Why golfers misread it

Many players see a ball starting left and immediately assume they came over the top. But ball flight does not work that simply. A left start line is heavily influenced by the clubface. So if you are making a shallower move, getting the club behind you, or seeing positive path numbers on a launch monitor, you can still hit shots left if the face is also pointed left at impact.

Why It Happens

The root cause is usually a combination of an inside path and impact conditions that make the face aim left of the target.

The clubface controls the start line

The biggest reason is simple: the face has the strongest influence on where the ball starts. If your face is closed to the target, the ball can launch left even with an inside-out path. That means you should not diagnose every pull as a path problem.

Scooping through impact

One common source of this leftward face is a scooping motion through impact. When you add too much backward shaft lean—where the clubhead passes the hands and the shaft tips back—you can change how the face is delivered. That can make the face point left enough to produce a pull or pull-draw.

Scooping also tends to affect path. For many golfers, it can shift the path more outside-in. But if that scoop is paired with another compensating move, you may still keep the path from the inside while the face points left.

Early extension can keep the path inside

This is where things get tricky. If you early extend—standing up and moving your pelvis toward the ball through impact—you can alter the delivery enough that the club still approaches from the inside. So even though the release is adding too much flip or scoop, the body motion can preserve an inside-out path. The result is a shot that starts left despite path numbers that suggest you should be hitting pushes or push-draws.

Low-speed players often see this more clearly

At slower swing speeds, the ball may not curve very much, even when the face-to-path relationship is off. That can make an inside-path pull look almost like a straight pull. But the lack of curve does not automatically mean the path was left. Sometimes the ball simply did not have enough speed or spin axis tilt to exaggerate the shape.

How to Check

If you want to diagnose this pattern correctly, you need to look at both start line and curvature.

Read the ball flight carefully

Use a launch monitor if you have one

If you have access to launch monitor data, compare:

If the path is positive or inside-out, but the start line is still left, your face is likely too closed to the target. That tells you the pull is more of a face-delivery problem than a path problem.

Check your impact alignments

Video can help here. Look at your impact position and ask:

If you see a flip or scoop through the strike, that is a major clue. If you also see your hips moving toward the ball and your posture rising, that can explain why the path still reads from the inside.

What to Work On

If your path is already coming from the inside, you usually do not need to work harder on swinging out to the right. In fact, that can make the pattern worse. Instead, your priority is improving how the clubface is delivered.
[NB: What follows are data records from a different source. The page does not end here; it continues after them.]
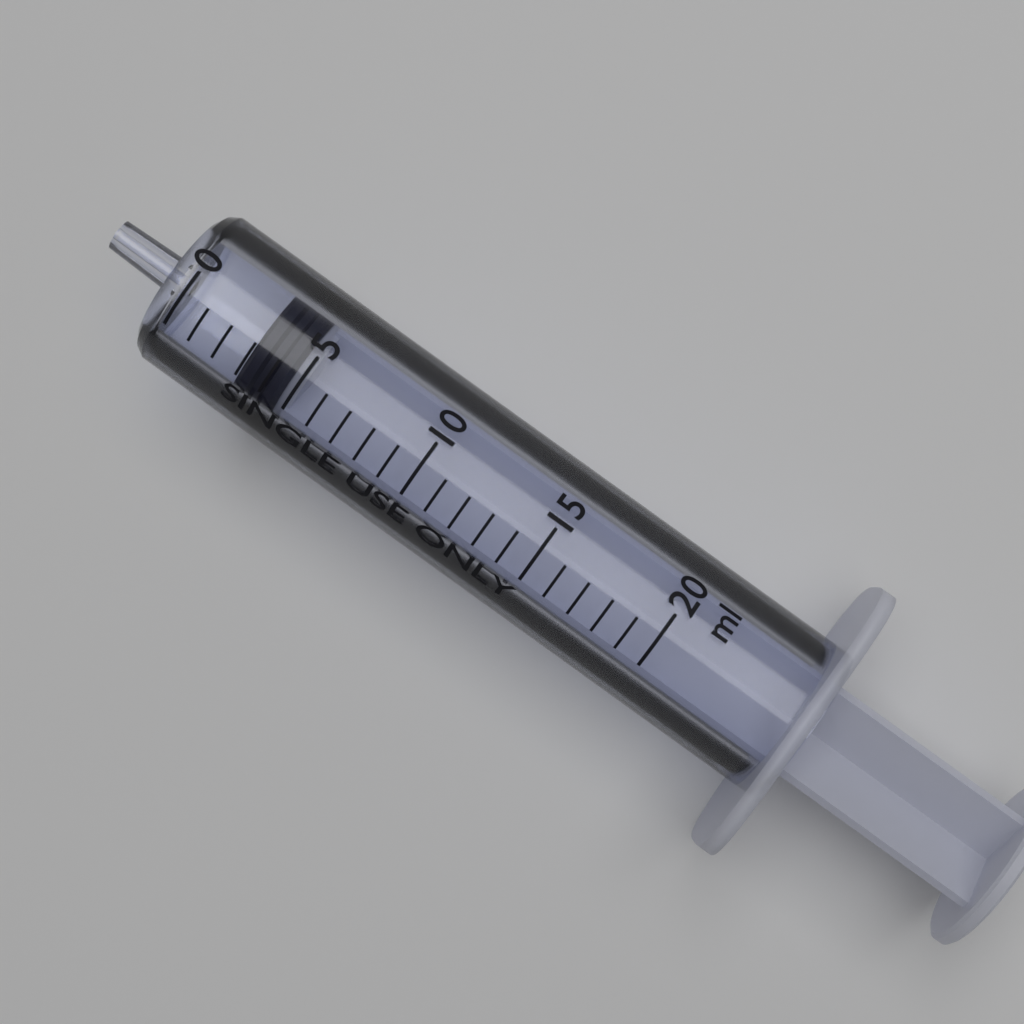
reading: 3 ml
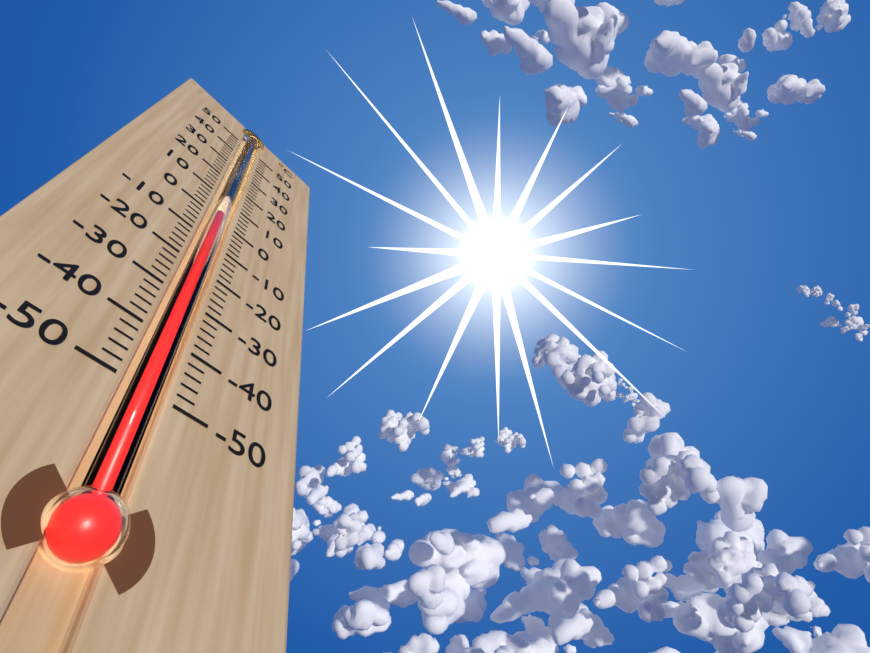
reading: 2 °C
Get the hands more forward at impact

The most direct fix is learning to arrive at impact with more forward shaft lean and the hands ahead of the clubhead. That helps prevent the scooping action that closes the face improperly and sends the ball left.

Reduce the scoop

If you are releasing the club too early, focus on keeping your wrist angles longer into the strike. You do not need to hold them rigidly, but you do need to avoid throwing the clubhead past your hands before impact.

Clean up body motion

If early extension is part of the pattern, work on maintaining your posture and keeping space for your arms through the strike. Better body rotation and balance can help you deliver the handle more consistently without needing a last-second flip.
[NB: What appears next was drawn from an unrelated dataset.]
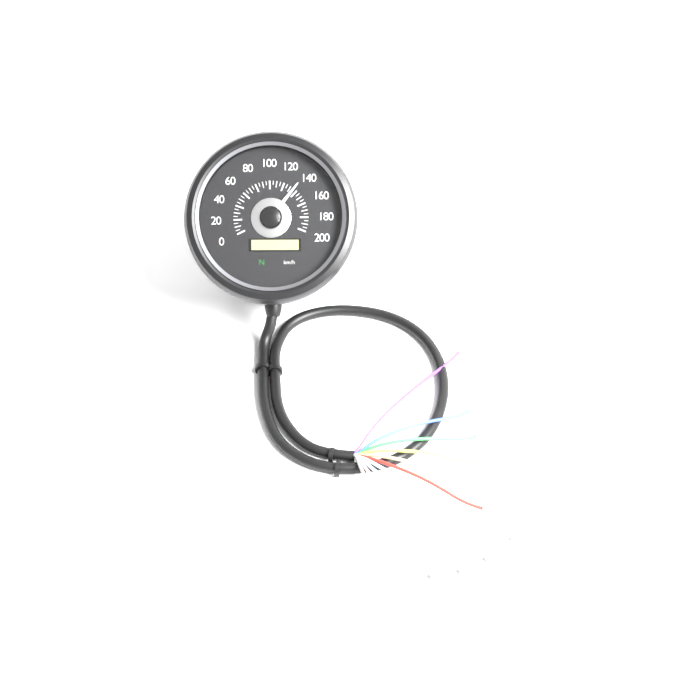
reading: 135 km/h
Match your diagnosis to the shot shape

The biggest takeaway is this: not every pull is an over-the-top swing. If your ball starts left while your path is from the inside, the face is likely the main issue. And if the shot has draw on it, that is an even stronger clue. In that case, the fix is usually not “swing more inside.” It is learning to control the face better by improving your impact alignments—especially by getting your hands more forward and eliminating the scoop.